Pain flees and happiness invades the instant, every time I leap into the sea. The switch is immediate and more contrasted than love and hate. But that’s how I know that it’s real.

Reality hits hard at 10:50 under the stars. The car was exhausted, and so were we. But a boat launch, back roads, and a beach parking lot hadn’t been long enough. Words were still slipping from our lips, more honest than accidents. And we were still in his driveway,

Crying. My entire heart cried that night. Because eight years was enough time to piece together a puzzle of dazzling memories, but eight years wasn’t enough time to draft a happy ending. Because the boy in the passenger seat held me so gently on so many nights, and that night, after the car door clicked behind him, he never would again. Because that was his choice, because he admitted he was giving up. I cried because when he looked into my eyes I always started writing poetry in my head, and because even when he looked at me with a defeated frown and tear stained cheeks and said he had no explanation, the poems still wouldn’t stop.

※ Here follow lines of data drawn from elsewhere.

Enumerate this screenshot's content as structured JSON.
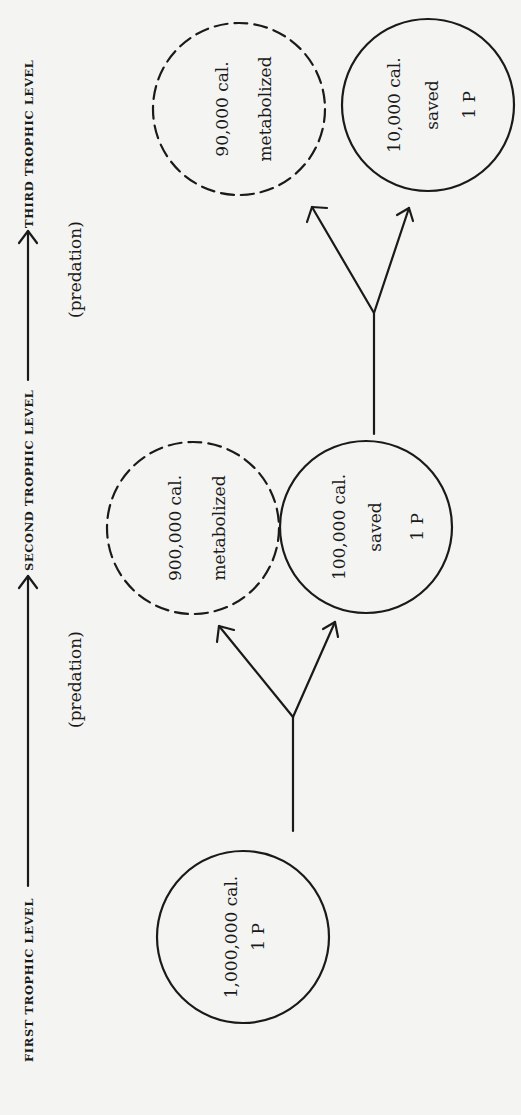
{
  "diagram": {
    "orientation": "rotated-90-ccw",
    "ink_color": "#1a1a1a",
    "background_color": "#f4f4f2",
    "axis": {
      "levels": [
        {
          "label": "FIRST TROPHIC LEVEL"
        },
        {
          "label": "SECOND TROPHIC LEVEL"
        },
        {
          "label": "THIRD TROPHIC LEVEL"
        }
      ],
      "transitions": [
        {
          "label": "(predation)",
          "from": "FIRST TROPHIC LEVEL",
          "to": "SECOND TROPHIC LEVEL"
        },
        {
          "label": "(predation)",
          "from": "SECOND TROPHIC LEVEL",
          "to": "THIRD TROPHIC LEVEL"
        }
      ]
    },
    "nodes": [
      {
        "id": "level1",
        "style": "solid",
        "lines": [
          "1,000,000 cal.",
          "1 P"
        ]
      },
      {
        "id": "level2-metabolized",
        "style": "dashed",
        "lines": [
          "900,000 cal.",
          "metabolized"
        ]
      },
      {
        "id": "level2-saved",
        "style": "solid",
        "lines": [
          "100,000 cal.",
          "saved",
          "1 P"
        ]
      },
      {
        "id": "level3-metabolized",
        "style": "dashed",
        "lines": [
          "90,000 cal.",
          "metabolized"
        ]
      },
      {
        "id": "level3-saved",
        "style": "solid",
        "lines": [
          "10,000 cal.",
          "saved",
          "1 P"
        ]
      }
    ],
    "edges": [
      {
        "from": "level1",
        "to": "level2-metabolized"
      },
      {
        "from": "level1",
        "to": "level2-saved"
      },
      {
        "from": "level2-saved",
        "to": "level3-metabolized"
      },
      {
        "from": "level2-saved",
        "to": "level3-saved"
      }
    ]
  }
}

The drive home that night was cold. Cold and painful. But slowly, over the next couple weeks, my heart turned. It encompassed friends, family, my own independence; one 80-degree afternoon, I saw the switch. Coasting with my hands out the sun roof and the music bouncing off my sweaty, smiling cheeks, I realized. I was happy. The pain had disintegrated, and in its place was the purest form of happy.

If pain never crippled, could I ever reach such euphoria? No. Factored into those resilient smiles is a distinct pride – a pride in the knowledge that I am bigger than the hot or the cold, that my heart is stronger than the break. It’s the same as when an athlete finishes a run, or when a student submits their term paper; when a mother gives birth or a middle schooler finally graduates. They are happy with a side of clear memories of hurt, but the fact that the hurt is overcome enhances the happiness. When pain subsides and we finally feel happy again, it is in part because we also feel strong, wise, smart. We are survivors. Without the pain, though, there would be nothing to survive.

Which is why pain is a sunrise. Unique, lovely, heart-wrenching. Pain and the sunrise are fire before your eyes – early-morning fire that cools into sunny afternoons. Fire that fades as the day begins and life goes on. Pain is a fire that can make you hot and cold, and it is the first phase of pure happiness. That happiness is beautiful, and so pain must be a little beautiful, too.